Opinion: about money and elections

One would have had to be in a coma, blind, deaf or in total isolation not to be aware that something momentous happened in the United States today. Elections are fascinating and boring all at the same time. I can’t help wonder, though, that in the present economic and political climate on a global scale, that the real winner today was someone who didn’t become the new president elect. We all know what a difficult time there is ahead for Obama and his colleagues. I don’t envy his job at all.

But that wasn’t why I wanted to write this piece.

Something snapped in my head on Sunday. Someone at church outlined the terrible state that exists in the poor African country of Zimbabwe. Our church has been an active participant in providing drinking water wells there. I immediately thought of the hundreds of millions of dollars – or was it over a billion dollars – that the candidates spent collectively on the right to become the next president.

I think that is obscene.

Even half of that money, if spent on food alone, could save tens of thousands of people from starving to death in Zimbabwe. This story could be repeated a thousand times over around the globe. What about the enormous amounts of American money being poured into the war effort in Iraq?

I’d say that we’ve really stuffed up our priorities. Where is compassion? Where has common sense gone? What are we doing for the billions of people who merely exist from day to day?Think about it: most people in Australia, the United States and Europe spend more each day on a pet than many families of the world have to live on for a week.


**TASK PROMPT**
Each record should be copied exactly, and none of them omitted.

Excerpts from a dataset:
══════════
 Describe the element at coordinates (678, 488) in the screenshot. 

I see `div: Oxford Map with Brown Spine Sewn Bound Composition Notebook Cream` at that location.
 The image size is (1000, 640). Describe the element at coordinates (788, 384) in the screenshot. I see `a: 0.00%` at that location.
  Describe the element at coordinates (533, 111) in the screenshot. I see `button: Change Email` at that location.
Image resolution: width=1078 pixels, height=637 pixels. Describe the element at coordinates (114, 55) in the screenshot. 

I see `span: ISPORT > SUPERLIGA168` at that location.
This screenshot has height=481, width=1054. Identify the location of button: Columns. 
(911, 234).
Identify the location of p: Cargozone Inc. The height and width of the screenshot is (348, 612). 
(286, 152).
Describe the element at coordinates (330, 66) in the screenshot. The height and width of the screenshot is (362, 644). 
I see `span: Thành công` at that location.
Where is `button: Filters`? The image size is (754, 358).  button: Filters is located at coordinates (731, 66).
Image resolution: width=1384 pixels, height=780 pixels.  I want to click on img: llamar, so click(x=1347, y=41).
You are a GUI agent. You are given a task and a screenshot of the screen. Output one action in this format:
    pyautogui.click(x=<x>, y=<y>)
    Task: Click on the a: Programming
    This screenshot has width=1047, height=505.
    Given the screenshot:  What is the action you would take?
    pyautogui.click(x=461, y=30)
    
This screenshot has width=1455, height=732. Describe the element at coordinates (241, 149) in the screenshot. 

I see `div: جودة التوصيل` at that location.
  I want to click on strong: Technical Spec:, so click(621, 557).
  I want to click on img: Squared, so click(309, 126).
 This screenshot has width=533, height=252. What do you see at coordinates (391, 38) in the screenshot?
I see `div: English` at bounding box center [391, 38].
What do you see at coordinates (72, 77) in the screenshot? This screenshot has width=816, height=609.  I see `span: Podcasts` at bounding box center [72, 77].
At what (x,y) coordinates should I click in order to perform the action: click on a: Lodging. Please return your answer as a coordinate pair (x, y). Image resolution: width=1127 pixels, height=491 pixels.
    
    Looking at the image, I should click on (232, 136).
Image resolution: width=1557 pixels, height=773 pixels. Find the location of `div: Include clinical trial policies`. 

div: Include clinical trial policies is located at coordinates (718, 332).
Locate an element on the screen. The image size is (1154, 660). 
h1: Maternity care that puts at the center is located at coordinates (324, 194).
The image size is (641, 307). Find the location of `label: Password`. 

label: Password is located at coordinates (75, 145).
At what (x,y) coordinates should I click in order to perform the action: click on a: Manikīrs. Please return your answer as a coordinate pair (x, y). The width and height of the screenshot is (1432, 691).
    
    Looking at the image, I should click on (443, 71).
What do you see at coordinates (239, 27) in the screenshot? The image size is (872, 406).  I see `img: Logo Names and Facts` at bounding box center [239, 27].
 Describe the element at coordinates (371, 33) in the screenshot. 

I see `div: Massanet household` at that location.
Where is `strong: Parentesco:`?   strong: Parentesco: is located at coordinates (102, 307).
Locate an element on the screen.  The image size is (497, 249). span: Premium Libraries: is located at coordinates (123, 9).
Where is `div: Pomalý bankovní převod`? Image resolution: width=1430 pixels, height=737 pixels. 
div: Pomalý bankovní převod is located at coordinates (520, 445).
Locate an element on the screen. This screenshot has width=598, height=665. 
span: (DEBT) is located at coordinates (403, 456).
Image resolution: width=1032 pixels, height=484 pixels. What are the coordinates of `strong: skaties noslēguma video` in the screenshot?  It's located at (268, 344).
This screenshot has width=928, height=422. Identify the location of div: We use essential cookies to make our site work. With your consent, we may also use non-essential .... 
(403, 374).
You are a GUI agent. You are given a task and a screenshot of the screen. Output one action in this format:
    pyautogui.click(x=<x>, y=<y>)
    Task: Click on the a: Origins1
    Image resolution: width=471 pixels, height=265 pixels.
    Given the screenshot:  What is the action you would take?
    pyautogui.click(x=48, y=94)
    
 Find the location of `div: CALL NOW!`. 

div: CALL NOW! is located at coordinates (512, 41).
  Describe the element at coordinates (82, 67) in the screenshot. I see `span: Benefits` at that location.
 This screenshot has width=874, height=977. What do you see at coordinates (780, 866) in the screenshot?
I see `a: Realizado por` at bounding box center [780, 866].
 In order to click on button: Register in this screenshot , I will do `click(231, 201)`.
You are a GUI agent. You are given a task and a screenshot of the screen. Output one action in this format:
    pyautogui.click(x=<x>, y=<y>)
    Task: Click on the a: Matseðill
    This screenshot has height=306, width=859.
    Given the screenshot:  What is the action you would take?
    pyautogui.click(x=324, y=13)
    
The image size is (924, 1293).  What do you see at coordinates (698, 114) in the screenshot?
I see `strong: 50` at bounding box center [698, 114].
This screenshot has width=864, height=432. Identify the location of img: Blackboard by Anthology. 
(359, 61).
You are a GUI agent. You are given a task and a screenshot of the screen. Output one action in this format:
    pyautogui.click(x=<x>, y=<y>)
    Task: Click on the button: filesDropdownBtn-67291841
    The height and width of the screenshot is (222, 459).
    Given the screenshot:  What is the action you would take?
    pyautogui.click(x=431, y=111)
══════════
**SOLUTION BELOW**
 Describe the element at coordinates (678, 488) in the screenshot. 

I see `div: Oxford Map with Brown Spine Sewn Bound Composition Notebook Cream` at that location.
 The image size is (1000, 640). Describe the element at coordinates (788, 384) in the screenshot. I see `a: 0.00%` at that location.
  Describe the element at coordinates (533, 111) in the screenshot. I see `button: Change Email` at that location.
Image resolution: width=1078 pixels, height=637 pixels. Describe the element at coordinates (114, 55) in the screenshot. 

I see `span: ISPORT > SUPERLIGA168` at that location.
This screenshot has height=481, width=1054. Identify the location of button: Columns. 
(911, 234).
Identify the location of p: Cargozone Inc. The height and width of the screenshot is (348, 612). 
(286, 152).
Describe the element at coordinates (330, 66) in the screenshot. The height and width of the screenshot is (362, 644). 
I see `span: Thành công` at that location.
Where is `button: Filters`? The image size is (754, 358).  button: Filters is located at coordinates (731, 66).
Image resolution: width=1384 pixels, height=780 pixels.  I want to click on img: llamar, so click(x=1347, y=41).
You are a GUI agent. You are given a task and a screenshot of the screen. Output one action in this format:
    pyautogui.click(x=<x>, y=<y>)
    Task: Click on the a: Programming
    This screenshot has width=1047, height=505.
    Given the screenshot:  What is the action you would take?
    pyautogui.click(x=461, y=30)
    
This screenshot has width=1455, height=732. Describe the element at coordinates (241, 149) in the screenshot. 

I see `div: جودة التوصيل` at that location.
  I want to click on strong: Technical Spec:, so click(621, 557).
  I want to click on img: Squared, so click(309, 126).
 This screenshot has width=533, height=252. What do you see at coordinates (391, 38) in the screenshot?
I see `div: English` at bounding box center [391, 38].
What do you see at coordinates (72, 77) in the screenshot? This screenshot has width=816, height=609.  I see `span: Podcasts` at bounding box center [72, 77].
At what (x,y) coordinates should I click in order to perform the action: click on a: Lodging. Please return your answer as a coordinate pair (x, y). Image resolution: width=1127 pixels, height=491 pixels.
    
    Looking at the image, I should click on (232, 136).
Image resolution: width=1557 pixels, height=773 pixels. Find the location of `div: Include clinical trial policies`. 

div: Include clinical trial policies is located at coordinates (718, 332).
Locate an element on the screen. The image size is (1154, 660). 
h1: Maternity care that puts at the center is located at coordinates (324, 194).
The image size is (641, 307). Find the location of `label: Password`. 

label: Password is located at coordinates (75, 145).
At what (x,y) coordinates should I click in order to perform the action: click on a: Manikīrs. Please return your answer as a coordinate pair (x, y). The width and height of the screenshot is (1432, 691).
    
    Looking at the image, I should click on (443, 71).
What do you see at coordinates (239, 27) in the screenshot? The image size is (872, 406).  I see `img: Logo Names and Facts` at bounding box center [239, 27].
 Describe the element at coordinates (371, 33) in the screenshot. 

I see `div: Massanet household` at that location.
Where is `strong: Parentesco:`?   strong: Parentesco: is located at coordinates (102, 307).
Locate an element on the screen.  The image size is (497, 249). span: Premium Libraries: is located at coordinates (123, 9).
Where is `div: Pomalý bankovní převod`? Image resolution: width=1430 pixels, height=737 pixels. 
div: Pomalý bankovní převod is located at coordinates (520, 445).
Locate an element on the screen. This screenshot has width=598, height=665. 
span: (DEBT) is located at coordinates (403, 456).
Image resolution: width=1032 pixels, height=484 pixels. What are the coordinates of `strong: skaties noslēguma video` in the screenshot?  It's located at (268, 344).
This screenshot has width=928, height=422. Identify the location of div: We use essential cookies to make our site work. With your consent, we may also use non-essential .... 
(403, 374).
You are a GUI agent. You are given a task and a screenshot of the screen. Output one action in this format:
    pyautogui.click(x=<x>, y=<y>)
    Task: Click on the a: Origins1
    Image resolution: width=471 pixels, height=265 pixels.
    Given the screenshot:  What is the action you would take?
    pyautogui.click(x=48, y=94)
    
 Find the location of `div: CALL NOW!`. 

div: CALL NOW! is located at coordinates (512, 41).
  Describe the element at coordinates (82, 67) in the screenshot. I see `span: Benefits` at that location.
 This screenshot has width=874, height=977. What do you see at coordinates (780, 866) in the screenshot?
I see `a: Realizado por` at bounding box center [780, 866].
 In order to click on button: Register in this screenshot , I will do `click(231, 201)`.
You are a GUI agent. You are given a task and a screenshot of the screen. Output one action in this format:
    pyautogui.click(x=<x>, y=<y>)
    Task: Click on the a: Matseðill
    This screenshot has height=306, width=859.
    Given the screenshot:  What is the action you would take?
    pyautogui.click(x=324, y=13)
    
The image size is (924, 1293).  What do you see at coordinates (698, 114) in the screenshot?
I see `strong: 50` at bounding box center [698, 114].
This screenshot has width=864, height=432. Identify the location of img: Blackboard by Anthology. 
(359, 61).
You are a GUI agent. You are given a task and a screenshot of the screen. Output one action in this format:
    pyautogui.click(x=<x>, y=<y>)
    Task: Click on the button: filesDropdownBtn-67291841
    The height and width of the screenshot is (222, 459).
    Given the screenshot:  What is the action you would take?
    pyautogui.click(x=431, y=111)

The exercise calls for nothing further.